When Two or More Are Gathered . . . A Starling Story April 2, 2018

 

 

While recently visiting in Boston, I stayed on the third floor of an old Victorian bed and breakfast.  What I found curious about the old house were all the staircases and winding hallways, a true maze.   An elaborate, broad staircase led from the first floor sitting and dining rooms to the second floor.  There was also a servants’ stair near the kitchen.  To get to the third floor, one took the broad stair off the dining room and then switched to the servants’ stair and then to a tiny, very narrow stair at the rear of the house, which was hidden behind a closed door, and so narrow that one could only go up sideways.

It was halfway up this narrow stairway, that on the fourth morning I found the small black and white starling.  I had found it curious earlier that the landing was littered with pieces of string and bits of wood.  When I saw the round, black and white bird, I knew they were his. After several failed attempts to coax him up the stairs, I went for help.

On the first floor was a very busy, harried-looking woman, rushing into the dining room which was completely full of hungry, anticipating guests.

I said to her, “There’s a bird upstairs.”

She was instantly alert, eyes wide open.  She stopped, frozen, mid-movement, arms full of steaming, hot breakfasts and asked, “Where?

I said, “In the tiny staircase and I can’t get him out.”

She put all the plates down on the nearest buffet and we rushed for the stairs.  She thrust two corn muffins into my hands. I asked, “What about all these people- the 40 or 50 of them in the dining room.  She answered, “They’ll take care of themselves.”

We hurried up to the third floor and found the nesting material on the landing. She gathered them up and opened the storm window wide and said, “I’ll put his things on the sill.”

For a moment, I imagined “his things” were a tiny suitcase and an umbrella.  Another of her guests perhaps.

Then we spotted the starling mid-way up the stairs.  We oooh-ed and aaah-ed in appreciation of his spectacular beauty. We speculated about how he could have even gotten to the third floor, around so many twists and turns.

Then she bent closer, squinted at him and said, “You know, I think I know him – he’s one of the birds I feed every morning.   If I don’t come out on time to feed them, they make such a racket, it wakes up the neighbors!  He must have come in for more.  The little pig.”

The open window was at the top of the stairs.  The starling is now mid-way up the stairs.  At the bottom of the stairs on the second floor was a door. She ran down an alternate staircase and knocked on the closed door.  The bird looked at the door – unmoved.

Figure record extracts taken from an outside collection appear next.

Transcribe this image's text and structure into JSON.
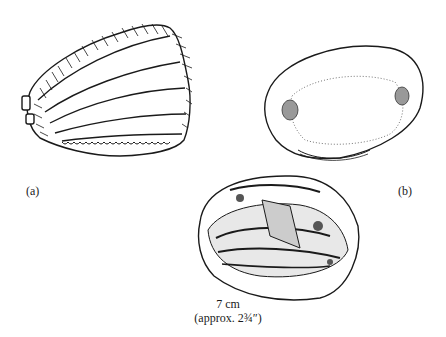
{
  "figure": {
    "panels": [
      {
        "id": "a",
        "label": "(a)",
        "description": "external view of clam shell valve with concentric growth ridges"
      },
      {
        "id": "b",
        "label": "(b)",
        "description": "interior view of single valve showing muscle scars"
      }
    ],
    "scale": {
      "metric": "7 cm",
      "imperial": "(approx. 2¾″)"
    }
  }
}
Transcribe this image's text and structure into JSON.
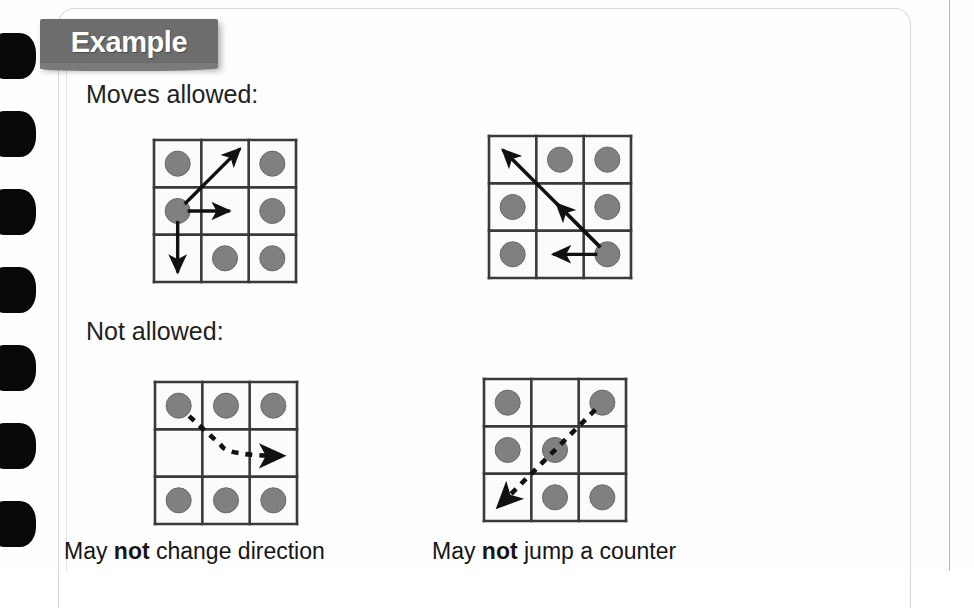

“What’s he doing,” she whispered.

“Staring at the door,” I answered.

The next thing I see, she has opened the door a crack and is waving a large piece of paper at the bird.  He’s fascinated and stares transfixed at the paper.  Next she enters the staircase, waving paper in both hands, one might say – flapping her wings – and making bird noises.

The starling hops up one step.  Now’s my chance! I start dropping morsels of corn muffin on the step – he moves up – more morsels- he moves up another step toward the landing and the open window.

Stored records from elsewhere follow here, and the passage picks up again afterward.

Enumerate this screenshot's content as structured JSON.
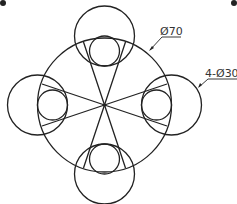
{
  "diagram": {
    "type": "technical-drawing",
    "stroke_color": "#222222",
    "background": "#ffffff",
    "main_circle": {
      "cx": 104.5,
      "cy": 105,
      "r": 67,
      "dimension_label": "Ø70"
    },
    "outer_circles": {
      "count": 4,
      "r": 30,
      "dimension_label": "4-Ø30",
      "centers": [
        [
          104.5,
          36
        ],
        [
          37.5,
          105
        ],
        [
          171.5,
          105
        ],
        [
          104.5,
          174
        ]
      ]
    },
    "inner_circles": {
      "r": 15,
      "centers": [
        [
          104.5,
          51
        ],
        [
          52.5,
          105
        ],
        [
          156.5,
          105
        ],
        [
          104.5,
          159
        ]
      ]
    },
    "labels": {
      "diameter_main": "Ø70",
      "diameter_outer": "4-Ø30"
    }
  }
}
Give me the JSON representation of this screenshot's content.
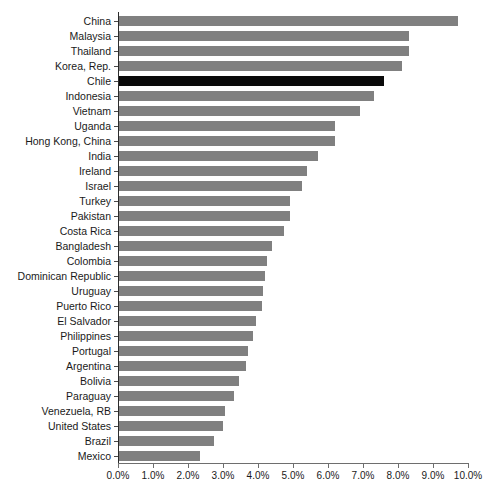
{
  "chart_data": {
    "type": "bar",
    "orientation": "horizontal",
    "title": "",
    "subtitle": "",
    "xlabel": "",
    "ylabel": "",
    "xlim": [
      0,
      10
    ],
    "xtick_labels": [
      "0.0%",
      "1.0%",
      "2.0%",
      "3.0%",
      "4.0%",
      "5.0%",
      "6.0%",
      "7.0%",
      "8.0%",
      "9.0%",
      "10.0%"
    ],
    "xtick_values": [
      0,
      1,
      2,
      3,
      4,
      5,
      6,
      7,
      8,
      9,
      10
    ],
    "grid": false,
    "legend": "none",
    "value_unit": "%",
    "series_name": "",
    "bar_color": "#808080",
    "highlight_color": "#0a0a0a",
    "highlight_category": "Chile",
    "categories": [
      "China",
      "Malaysia",
      "Thailand",
      "Korea, Rep.",
      "Chile",
      "Indonesia",
      "Vietnam",
      "Uganda",
      "Hong Kong, China",
      "India",
      "Ireland",
      "Israel",
      "Turkey",
      "Pakistan",
      "Costa Rica",
      "Bangladesh",
      "Colombia",
      "Dominican Republic",
      "Uruguay",
      "Puerto Rico",
      "El Salvador",
      "Philippines",
      "Portugal",
      "Argentina",
      "Bolivia",
      "Paraguay",
      "Venezuela, RB",
      "United States",
      "Brazil",
      "Mexico"
    ],
    "values": [
      9.7,
      8.3,
      8.3,
      8.1,
      7.6,
      7.3,
      6.9,
      6.2,
      6.2,
      5.7,
      5.4,
      5.25,
      4.9,
      4.9,
      4.75,
      4.4,
      4.25,
      4.2,
      4.15,
      4.1,
      3.95,
      3.85,
      3.7,
      3.65,
      3.45,
      3.3,
      3.05,
      3.0,
      2.75,
      2.35
    ],
    "bars": [
      {
        "label": "China",
        "value": 9.7,
        "highlight": false
      },
      {
        "label": "Malaysia",
        "value": 8.3,
        "highlight": false
      },
      {
        "label": "Thailand",
        "value": 8.3,
        "highlight": false
      },
      {
        "label": "Korea, Rep.",
        "value": 8.1,
        "highlight": false
      },
      {
        "label": "Chile",
        "value": 7.6,
        "highlight": true
      },
      {
        "label": "Indonesia",
        "value": 7.3,
        "highlight": false
      },
      {
        "label": "Vietnam",
        "value": 6.9,
        "highlight": false
      },
      {
        "label": "Uganda",
        "value": 6.2,
        "highlight": false
      },
      {
        "label": "Hong Kong, China",
        "value": 6.2,
        "highlight": false
      },
      {
        "label": "India",
        "value": 5.7,
        "highlight": false
      },
      {
        "label": "Ireland",
        "value": 5.4,
        "highlight": false
      },
      {
        "label": "Israel",
        "value": 5.25,
        "highlight": false
      },
      {
        "label": "Turkey",
        "value": 4.9,
        "highlight": false
      },
      {
        "label": "Pakistan",
        "value": 4.9,
        "highlight": false
      },
      {
        "label": "Costa Rica",
        "value": 4.75,
        "highlight": false
      },
      {
        "label": "Bangladesh",
        "value": 4.4,
        "highlight": false
      },
      {
        "label": "Colombia",
        "value": 4.25,
        "highlight": false
      },
      {
        "label": "Dominican Republic",
        "value": 4.2,
        "highlight": false
      },
      {
        "label": "Uruguay",
        "value": 4.15,
        "highlight": false
      },
      {
        "label": "Puerto Rico",
        "value": 4.1,
        "highlight": false
      },
      {
        "label": "El Salvador",
        "value": 3.95,
        "highlight": false
      },
      {
        "label": "Philippines",
        "value": 3.85,
        "highlight": false
      },
      {
        "label": "Portugal",
        "value": 3.7,
        "highlight": false
      },
      {
        "label": "Argentina",
        "value": 3.65,
        "highlight": false
      },
      {
        "label": "Bolivia",
        "value": 3.45,
        "highlight": false
      },
      {
        "label": "Paraguay",
        "value": 3.3,
        "highlight": false
      },
      {
        "label": "Venezuela, RB",
        "value": 3.05,
        "highlight": false
      },
      {
        "label": "United States",
        "value": 3.0,
        "highlight": false
      },
      {
        "label": "Brazil",
        "value": 2.75,
        "highlight": false
      },
      {
        "label": "Mexico",
        "value": 2.35,
        "highlight": false
      }
    ]
  }
}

By now she is in full flap – large wing-arms, whooping noises, coming up the stairs.

I spread my “wings” and guide the bird down the hall toward the open window, describing to him or her in vivid detail the wonders of the great outdoors.  The starling pauses at the open window, poops on the carpeted floor, focuses on the nesting material on the window sill and flies out into the cold, New England air. Too much corn muffin, I thought.

We hugged each other laughing, in relief and in recognition that finding a like-spirit for this particular task was a remarkable “gift.” We looked out the window, and the starling was gone.

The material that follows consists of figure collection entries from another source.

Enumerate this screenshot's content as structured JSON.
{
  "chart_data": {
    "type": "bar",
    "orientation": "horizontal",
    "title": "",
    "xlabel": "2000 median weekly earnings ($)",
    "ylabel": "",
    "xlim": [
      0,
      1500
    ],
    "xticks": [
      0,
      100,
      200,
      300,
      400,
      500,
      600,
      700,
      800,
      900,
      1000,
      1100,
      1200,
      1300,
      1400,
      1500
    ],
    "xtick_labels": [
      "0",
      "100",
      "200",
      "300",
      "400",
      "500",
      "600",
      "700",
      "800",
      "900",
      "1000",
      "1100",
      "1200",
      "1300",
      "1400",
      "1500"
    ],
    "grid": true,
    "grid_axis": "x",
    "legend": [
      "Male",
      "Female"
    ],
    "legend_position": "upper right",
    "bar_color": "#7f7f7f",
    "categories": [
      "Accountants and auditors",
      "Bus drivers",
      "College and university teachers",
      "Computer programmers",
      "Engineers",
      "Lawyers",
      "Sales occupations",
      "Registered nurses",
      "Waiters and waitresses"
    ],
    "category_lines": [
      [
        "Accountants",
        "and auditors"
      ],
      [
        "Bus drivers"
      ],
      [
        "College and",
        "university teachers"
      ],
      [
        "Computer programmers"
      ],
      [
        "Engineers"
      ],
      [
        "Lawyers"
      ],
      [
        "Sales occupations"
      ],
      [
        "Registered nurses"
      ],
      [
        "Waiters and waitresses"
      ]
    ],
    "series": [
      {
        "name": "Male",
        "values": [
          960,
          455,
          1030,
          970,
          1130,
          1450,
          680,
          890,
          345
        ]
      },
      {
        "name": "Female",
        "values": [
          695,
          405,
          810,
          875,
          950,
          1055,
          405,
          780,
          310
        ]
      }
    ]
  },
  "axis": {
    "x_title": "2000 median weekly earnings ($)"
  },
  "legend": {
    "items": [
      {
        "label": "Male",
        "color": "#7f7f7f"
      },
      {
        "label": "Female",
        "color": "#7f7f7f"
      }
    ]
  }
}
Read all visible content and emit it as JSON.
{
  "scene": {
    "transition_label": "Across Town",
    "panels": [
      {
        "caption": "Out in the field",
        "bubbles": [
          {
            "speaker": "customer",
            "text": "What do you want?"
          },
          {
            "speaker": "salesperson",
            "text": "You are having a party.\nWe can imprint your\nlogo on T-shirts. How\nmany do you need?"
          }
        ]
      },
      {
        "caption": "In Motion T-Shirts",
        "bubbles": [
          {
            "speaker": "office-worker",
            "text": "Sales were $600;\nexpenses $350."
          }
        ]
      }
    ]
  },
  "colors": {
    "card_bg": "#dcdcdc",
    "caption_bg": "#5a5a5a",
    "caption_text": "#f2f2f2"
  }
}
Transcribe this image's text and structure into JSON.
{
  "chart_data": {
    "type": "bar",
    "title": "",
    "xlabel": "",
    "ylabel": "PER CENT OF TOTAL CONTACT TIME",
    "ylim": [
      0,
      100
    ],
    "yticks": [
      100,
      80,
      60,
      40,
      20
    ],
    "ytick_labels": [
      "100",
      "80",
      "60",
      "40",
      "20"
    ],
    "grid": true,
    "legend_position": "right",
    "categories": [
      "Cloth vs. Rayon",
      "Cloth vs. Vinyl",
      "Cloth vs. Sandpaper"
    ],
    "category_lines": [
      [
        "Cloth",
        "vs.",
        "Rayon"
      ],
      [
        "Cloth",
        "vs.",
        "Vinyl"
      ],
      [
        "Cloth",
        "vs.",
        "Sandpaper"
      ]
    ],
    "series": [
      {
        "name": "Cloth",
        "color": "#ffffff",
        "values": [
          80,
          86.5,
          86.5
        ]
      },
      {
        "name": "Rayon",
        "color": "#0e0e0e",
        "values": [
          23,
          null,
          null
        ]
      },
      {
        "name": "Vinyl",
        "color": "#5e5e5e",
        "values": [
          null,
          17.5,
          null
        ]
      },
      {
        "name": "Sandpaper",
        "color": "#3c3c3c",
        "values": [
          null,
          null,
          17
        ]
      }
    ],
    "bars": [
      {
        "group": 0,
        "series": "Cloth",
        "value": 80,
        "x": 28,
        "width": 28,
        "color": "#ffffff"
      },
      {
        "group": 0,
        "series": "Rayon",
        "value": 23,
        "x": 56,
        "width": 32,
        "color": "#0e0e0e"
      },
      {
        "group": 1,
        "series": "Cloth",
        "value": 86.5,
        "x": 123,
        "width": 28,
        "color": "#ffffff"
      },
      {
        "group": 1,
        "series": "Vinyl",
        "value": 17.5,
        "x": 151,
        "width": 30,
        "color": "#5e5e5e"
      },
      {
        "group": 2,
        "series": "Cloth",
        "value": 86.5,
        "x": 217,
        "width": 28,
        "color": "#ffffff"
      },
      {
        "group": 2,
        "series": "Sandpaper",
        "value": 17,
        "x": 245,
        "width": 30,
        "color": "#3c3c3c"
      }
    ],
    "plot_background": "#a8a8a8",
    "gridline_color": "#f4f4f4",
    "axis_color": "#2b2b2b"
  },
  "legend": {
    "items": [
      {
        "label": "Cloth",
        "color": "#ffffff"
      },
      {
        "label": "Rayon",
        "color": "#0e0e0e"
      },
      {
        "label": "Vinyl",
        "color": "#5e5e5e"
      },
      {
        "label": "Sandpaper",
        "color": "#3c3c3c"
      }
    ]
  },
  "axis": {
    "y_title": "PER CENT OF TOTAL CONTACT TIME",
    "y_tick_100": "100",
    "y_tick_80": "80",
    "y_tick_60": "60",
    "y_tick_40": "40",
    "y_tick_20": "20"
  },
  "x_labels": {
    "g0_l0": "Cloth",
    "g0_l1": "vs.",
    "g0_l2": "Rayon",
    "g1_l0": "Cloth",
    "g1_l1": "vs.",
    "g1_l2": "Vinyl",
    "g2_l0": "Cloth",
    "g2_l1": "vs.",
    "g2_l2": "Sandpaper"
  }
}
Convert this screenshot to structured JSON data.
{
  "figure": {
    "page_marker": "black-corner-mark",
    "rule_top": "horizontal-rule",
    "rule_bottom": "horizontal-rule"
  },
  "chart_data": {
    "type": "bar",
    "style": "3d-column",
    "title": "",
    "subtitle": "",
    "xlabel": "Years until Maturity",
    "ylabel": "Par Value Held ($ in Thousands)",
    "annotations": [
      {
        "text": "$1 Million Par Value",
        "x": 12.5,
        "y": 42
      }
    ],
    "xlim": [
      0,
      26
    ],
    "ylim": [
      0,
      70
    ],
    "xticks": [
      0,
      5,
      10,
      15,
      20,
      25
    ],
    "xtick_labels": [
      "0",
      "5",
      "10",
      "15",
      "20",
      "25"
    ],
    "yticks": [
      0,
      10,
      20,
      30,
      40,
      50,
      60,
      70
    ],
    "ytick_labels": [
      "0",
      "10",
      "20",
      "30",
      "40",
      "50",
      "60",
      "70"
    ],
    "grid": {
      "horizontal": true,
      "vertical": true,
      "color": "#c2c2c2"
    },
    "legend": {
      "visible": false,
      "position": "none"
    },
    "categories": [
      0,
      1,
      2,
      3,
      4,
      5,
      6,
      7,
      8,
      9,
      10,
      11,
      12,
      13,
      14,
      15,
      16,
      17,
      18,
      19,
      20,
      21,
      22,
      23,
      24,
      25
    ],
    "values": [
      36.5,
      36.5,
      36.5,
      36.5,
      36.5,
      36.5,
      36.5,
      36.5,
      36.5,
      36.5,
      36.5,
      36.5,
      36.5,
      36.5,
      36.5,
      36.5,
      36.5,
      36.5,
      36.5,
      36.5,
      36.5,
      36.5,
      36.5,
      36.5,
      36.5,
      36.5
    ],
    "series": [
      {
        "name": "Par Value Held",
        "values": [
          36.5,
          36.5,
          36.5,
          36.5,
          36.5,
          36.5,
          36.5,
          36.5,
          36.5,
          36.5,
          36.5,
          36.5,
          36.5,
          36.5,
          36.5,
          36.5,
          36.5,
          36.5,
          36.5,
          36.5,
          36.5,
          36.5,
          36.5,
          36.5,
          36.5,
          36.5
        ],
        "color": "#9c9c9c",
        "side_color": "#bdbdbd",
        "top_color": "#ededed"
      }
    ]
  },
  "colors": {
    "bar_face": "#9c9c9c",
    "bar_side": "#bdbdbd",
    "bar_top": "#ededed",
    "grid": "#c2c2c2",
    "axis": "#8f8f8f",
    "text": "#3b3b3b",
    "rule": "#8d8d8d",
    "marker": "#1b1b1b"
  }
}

When we reached the first floor, I asked her name.

* * * * * * *

You have just read a simple story about a simple event, a simple illustration of a very complex idea.  But that’s how it happens -something so very ordinary pointing to the extraordinary, if we but open our eyes.

For where two or three gather in my name, there am I with them.” (Matthew 18: 20)

This is when quotes from Scripture “come home” for me and I understand them. In the story I’ve told, at that single point in time, I shared one thought and one purpose only with a complete stranger.  We became an instant community of two. For a few minutes, we were locked together in an endeavor to help the starling. For the duration of that experience, we were completely in sync, in total cooperation, even telepathically connected, anticipating each others’ thoughts and actions, acting as one, reflecting each other, directing all of our energy toward a single goal – the welfare of the little starling. Little else, not even time, existed for us.

This experience –this remarkable gift – is a glimpse into something so much greater – the importance and the value of community and connectedness to all of us. In deeply connecting with one another, in gathering together in intentional communities (large or small), we have the opportunity to heal what separates us, to share moments of connectedness, to recognize and honor our commonality, to live more intensely, to experience moments of transcendence, to awaken.

What does it mean that God is with them, with us? God is with us when we “come awake” to something greater, to our connectedness, to life a little bit bigger, to life expanding its intensity and thereby our consciousness.  How often Nature and animals draw us out of our complex human drama and deposit us into a moment of peace, joy, and purpose – connecting and aligning us with God’s immanence, with Her creation! Are the other creatures with whom we share this planet God’s messengers sent to wake us up, to save us? Is that why small children so newly arrived from Source revel in pretending to be little animals in their joy-filled walking and talking?

What do they remember that we have forgotten?